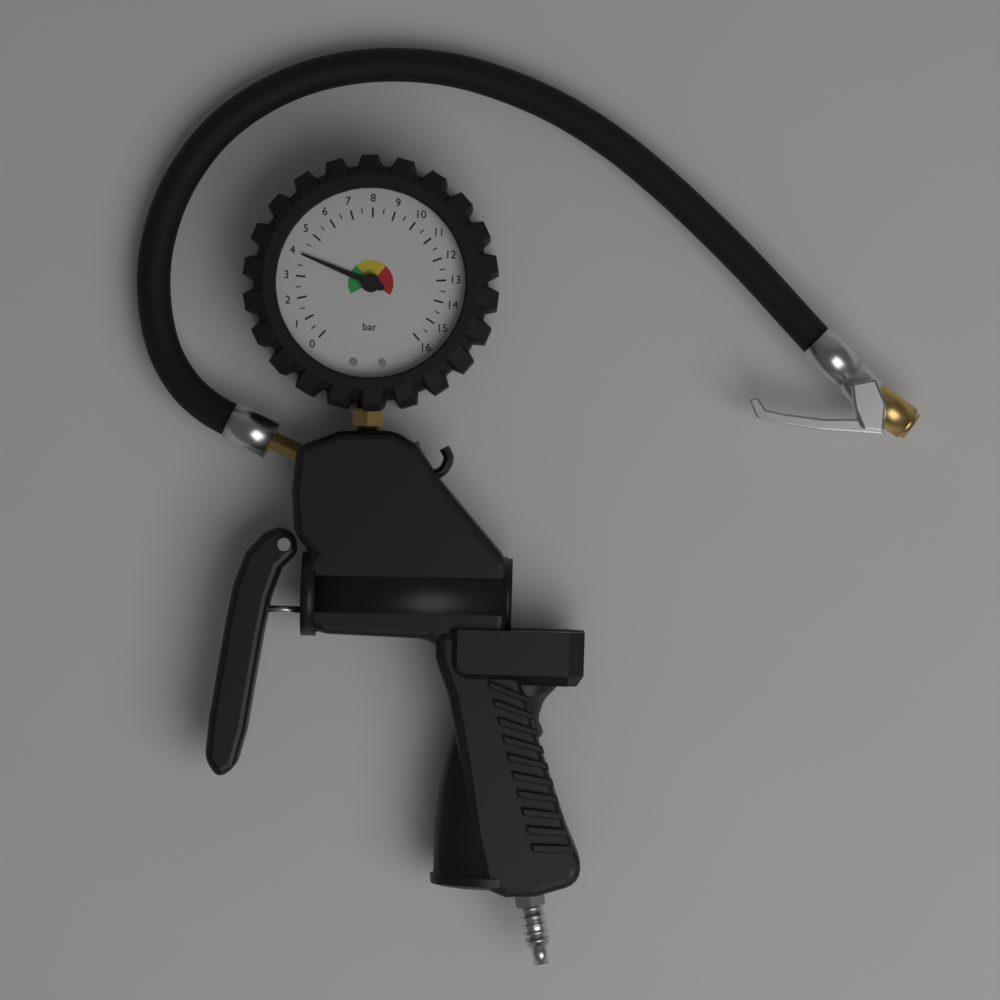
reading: 4.0 bar
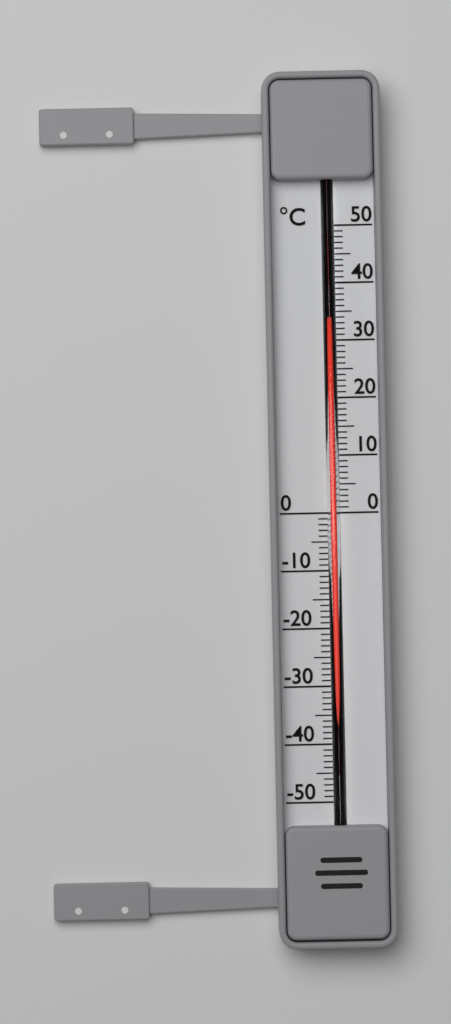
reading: 33 °C
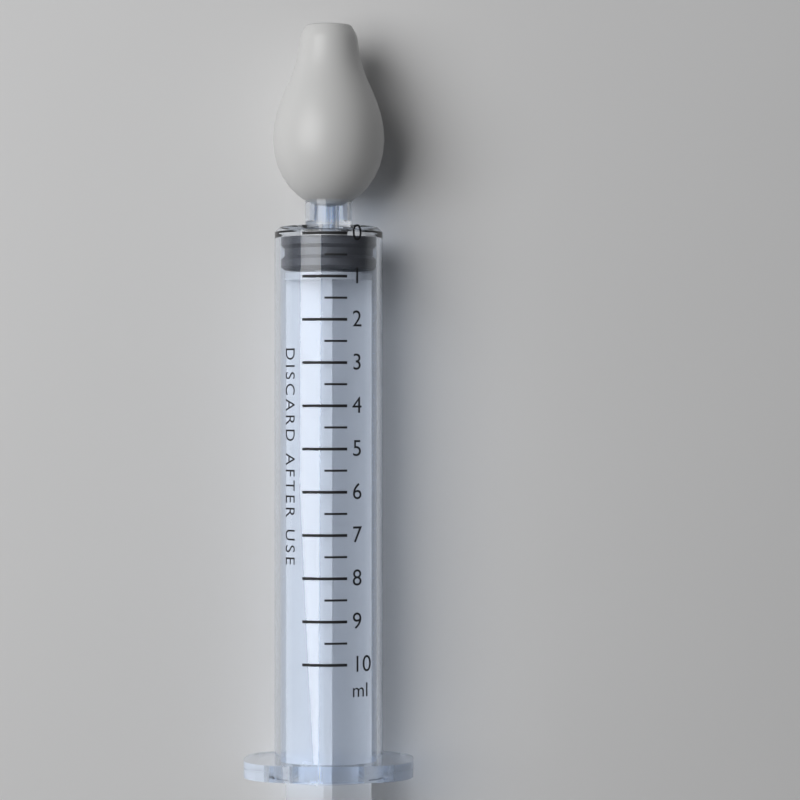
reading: 0.0 ml
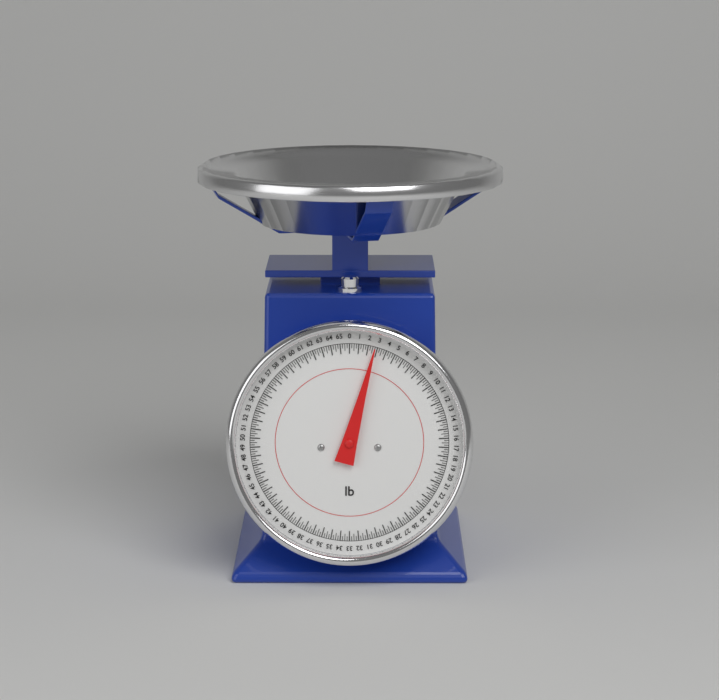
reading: 2.75 lb
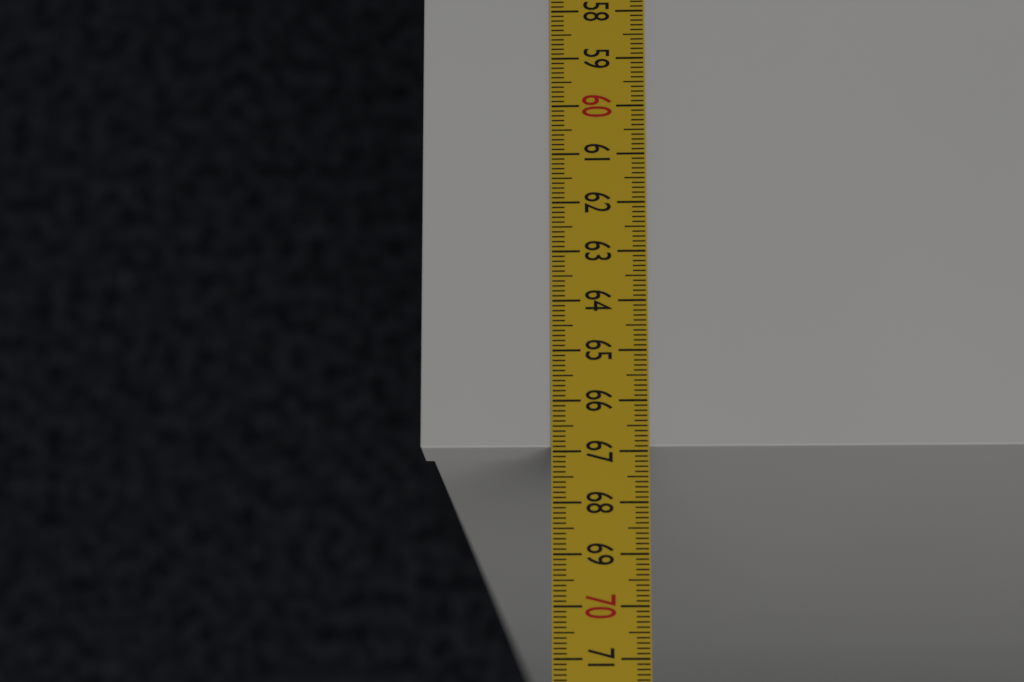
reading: 66.9 cm
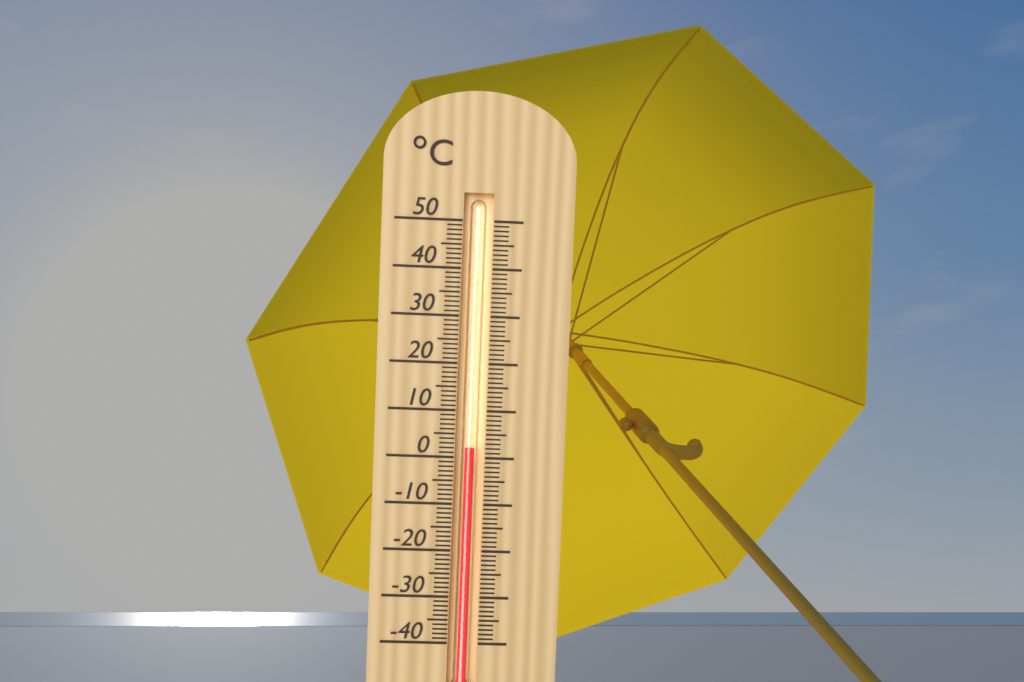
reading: 2 °C
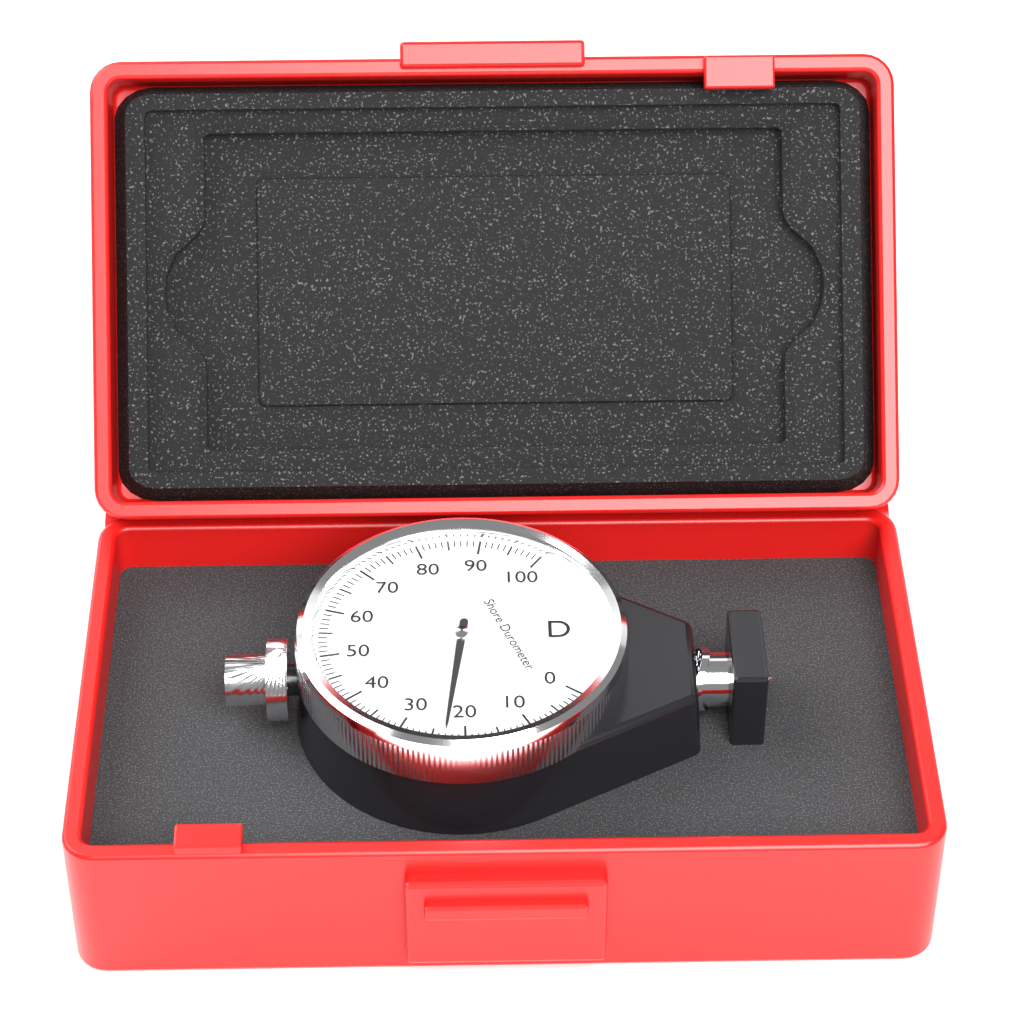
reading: 23 Shore D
■ ■ ■
▶ _Task brief_
Pictures are skipped here. Print exactly, and only, the lines from the one holding "reading: 33 °C" through the final line of the material above, both ends included.

▶ _Response below_
reading: 33 °C
reading: 0.0 ml
reading: 2.75 lb
reading: 66.9 cm
reading: 2 °C
reading: 23 Shore D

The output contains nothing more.